Smart cameras without facial recognition at the next Paris Olympics


The Olympic and Paralympic Games in Paris, which will be held from July 24 to September 8, 2024, raise immense questions of security on national territory.

Among the measures that should be put in place, the government plans to install “augmented” cameras in strategic public spaces to detect suspicious behavior in real time in the crowd of visitors.

This system is introduced in the security bill relating to the 2024 Olympics, which will be discussed in the Senate on January 24.

This is a strictly experimental measure which will only apply to very large sporting and cultural events and is not intended to continue beyond June 30, 2025.

Biometric data excluded from the device

In the field of remote surveillance, the government is indeed walking on eggshells. The National Commission for Computing and Liberties (CNIL) this summer set red lines not to be crossed concerning the deployment of video devices using AI in the public space.

In the same opinion as the CNIL, the Council of State has also taken this subject very seriously by prohibiting in the past the police headquarters from capturing images by drone for the purposes of police surveillance, during demonstrations on the road public or as part of the containment measures in force in 2020.

In its opinion on the bill, issued on December 8, 2022, the CNIL recognized that the “guarantees provided for by the bill make it possible to limit the risks of breaches of the data and privacy of individuals, and go in meaning of the recommendations formulated by the CNIL”.

Predetermined events in the viewfinder

In order not to reproduce the excesses of the past, the automatic processing of images is strictly limited to “predetermined events”, immediately excluding biometric data and facial recognition.

By “predetermined events”, we must understand acts “likely to present or reveal these risks and to report them with a view to the implementation of the necessary measures”, specifies the text. This includes in particular the reporting of forgotten luggage on a metro platform, crowd movements at the exit of stadiums or even the study of the density of people gathered per square meter that could jeopardize safety.

Great ills call for great remedies, these algorithmic treatments on captured images are intended to prevent all types of risks, from the start of fires to the risk of attacks.

Once these reports have been retrieved via video surveillance devices and drones, they are sent to the national police and gendarmerie services, the fire and rescue services, the municipal police services and the internal security services of the SNCF and the Autonomous Paris Transport Authority (RATP) to intervene.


▶ **Assigned task**
Produce a word-for-word copy of the line that contains "What do you" and each line after it through the end of the material, omitting pictures and all other lines.

▶ **Source information**
####

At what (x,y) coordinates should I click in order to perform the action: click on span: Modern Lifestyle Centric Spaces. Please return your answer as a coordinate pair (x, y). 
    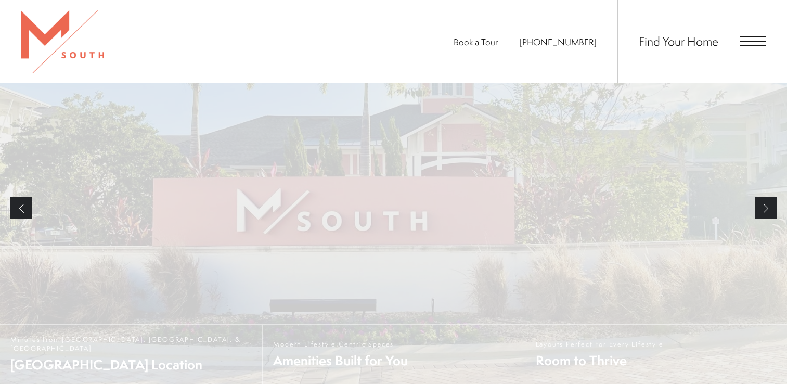
    Looking at the image, I should click on (340, 344).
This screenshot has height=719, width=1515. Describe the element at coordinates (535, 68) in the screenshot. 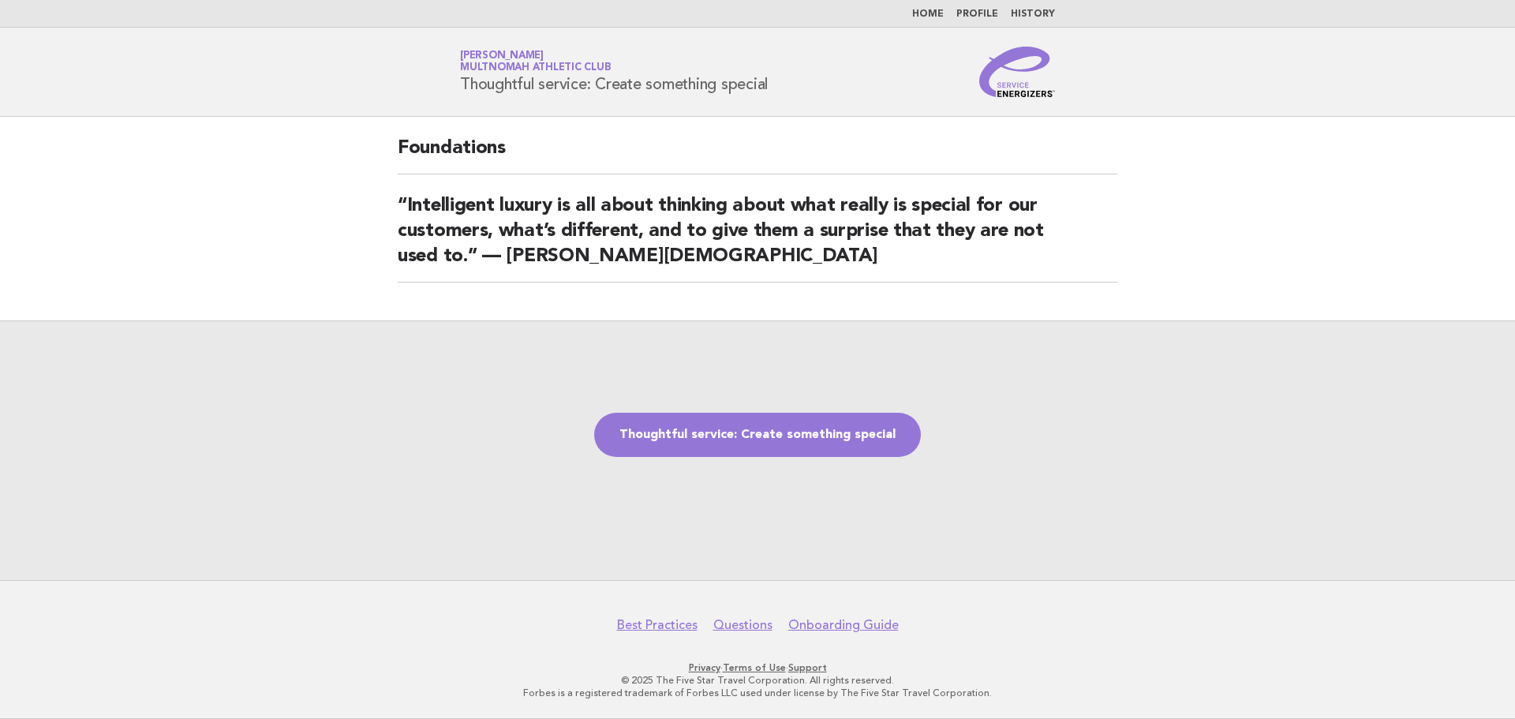

I see `span: Multnomah Athletic Club` at that location.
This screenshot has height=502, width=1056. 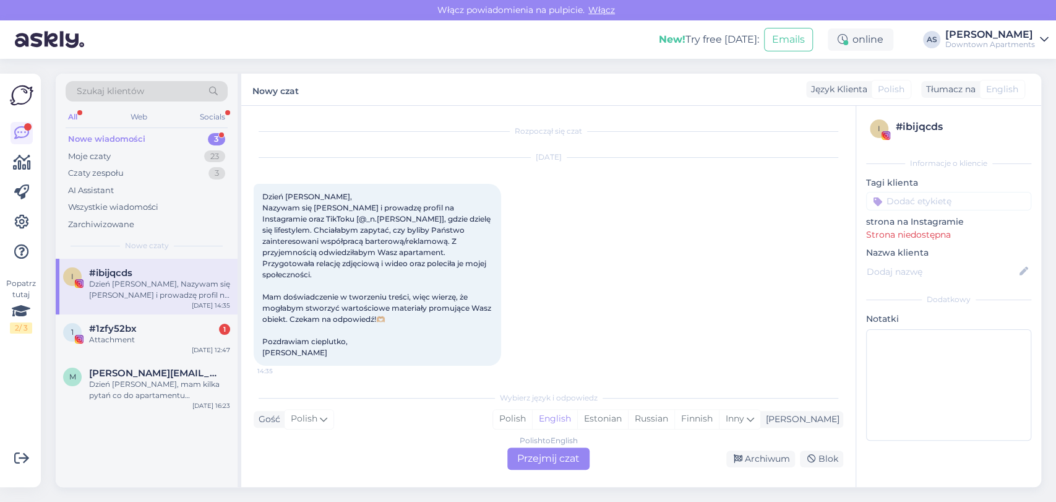 I want to click on span: Nowe czaty, so click(x=147, y=246).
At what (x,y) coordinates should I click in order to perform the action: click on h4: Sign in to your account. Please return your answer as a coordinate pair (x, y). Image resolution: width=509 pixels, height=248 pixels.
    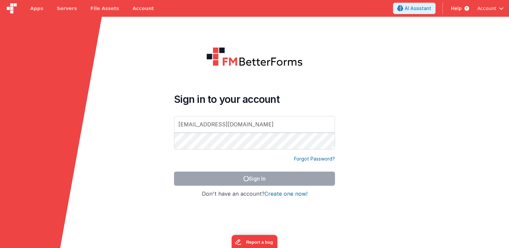
    Looking at the image, I should click on (255, 99).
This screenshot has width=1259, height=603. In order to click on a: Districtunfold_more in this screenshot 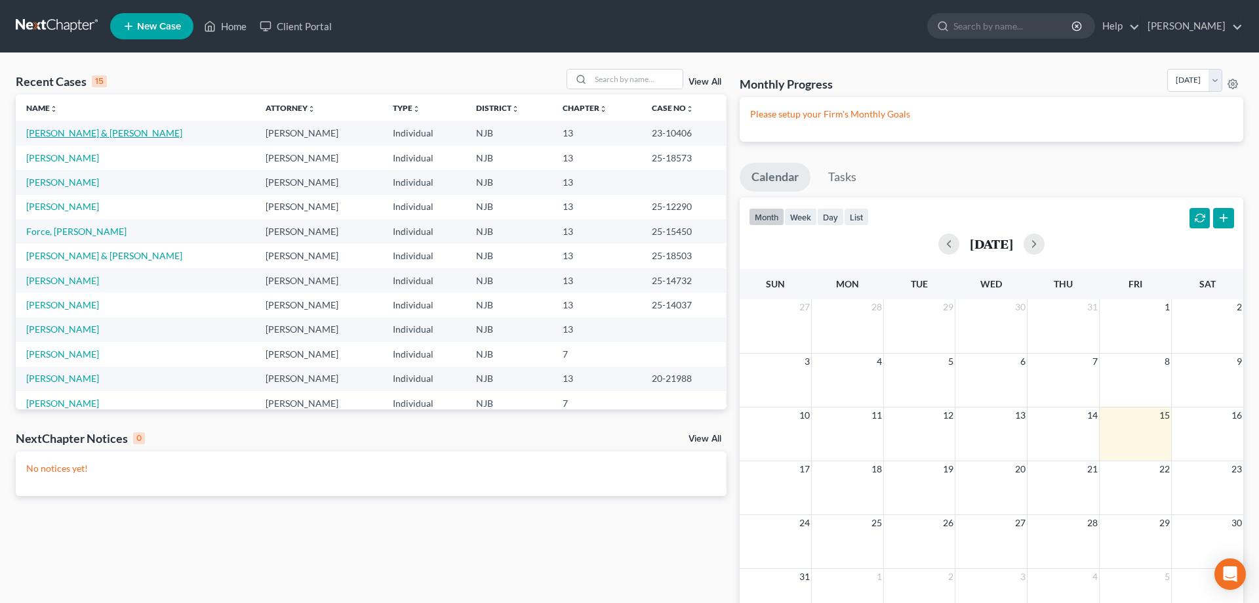, I will do `click(498, 108)`.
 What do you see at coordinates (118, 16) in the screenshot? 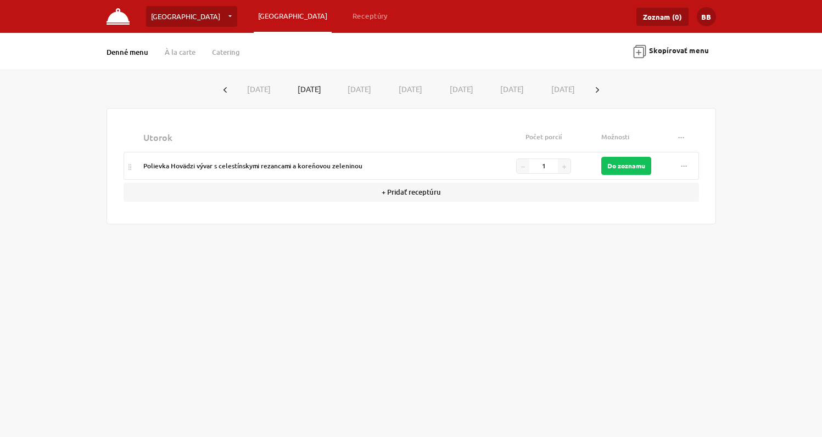
I see `img: FUDOMA` at bounding box center [118, 16].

####

▶ **Solution for this exercise**
 What do you see at coordinates (118, 16) in the screenshot? 
I see `img: FUDOMA` at bounding box center [118, 16].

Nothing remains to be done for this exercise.